Effects on Learned Behavior and Correlated Hippocampal and Subcortical Slow-Wave Activity

W. R. ADEY, M.D.; D. O. WALTER, B.S.; D. F. LINDSLEY, B.A.

Arch Neurol. 1962;6(3):194-207.

Since this article does not have an abstract, we have provided the first 150 words of the full text PDF and any section headings.

Disruption in learned performance by subcortical lesions has been shown to occur from widely separated diencephalic and mesencephalic areas. With small lesions in a variety of subcortical structures, disruption of learned avoidance behavior is temporary (1955, Brady and Nauta11), but, by contrast, in approach learning, longer-lasting effects have been described with lesions in the region of the entopeduncular nucleus in visual discriminative tasks (1960, Thompson21 ). With larger diencephalic lesions, persistence of cardiovascular and respiratory reflexes has been described (1959, Doty et al.12), but such larger lesions are associated with major behavioral defects in many areas, and discriminative motor performances are virtually lost.

We have been concerned in this study with restricted lesions in the region of the subthalamus and their effect on previously learned delayed response and T-maze performance.
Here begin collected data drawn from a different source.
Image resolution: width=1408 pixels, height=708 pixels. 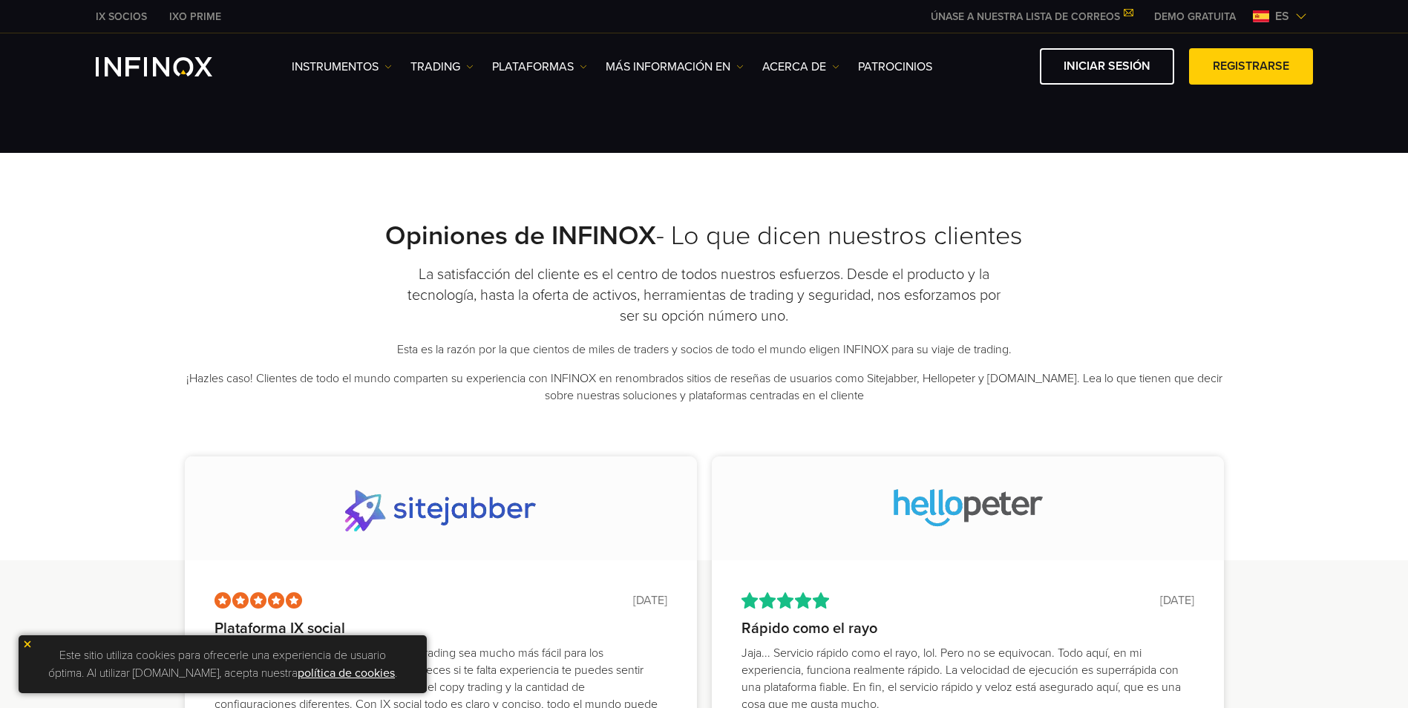 I want to click on a: INFINOX Logo, so click(x=171, y=67).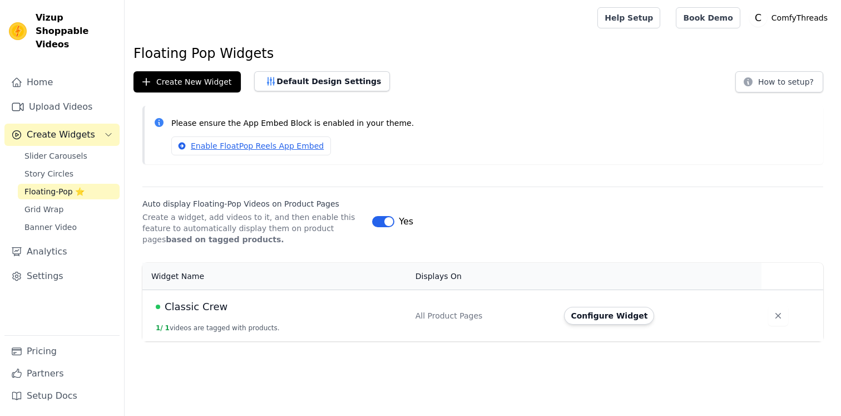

Our previous studies with somewhat larger lesions in this region have indicated interference with avoidance behavior in both . . . [Full Text PDF of this Article]


Author Affiliations

LOS ANGELES


Footnotes

Received for publication July 20, 1961.

Brain Research Institute, University of California at Los Angeles, and Veterans Administration Hospitals, Long Beach and Los Angeles.

The studies described here were performed with assistance of Grant B-1883 from the U. S. Public Health Service and under contract AF49 (638)-686 with the Air Research and Development Command, U. S. Air Force.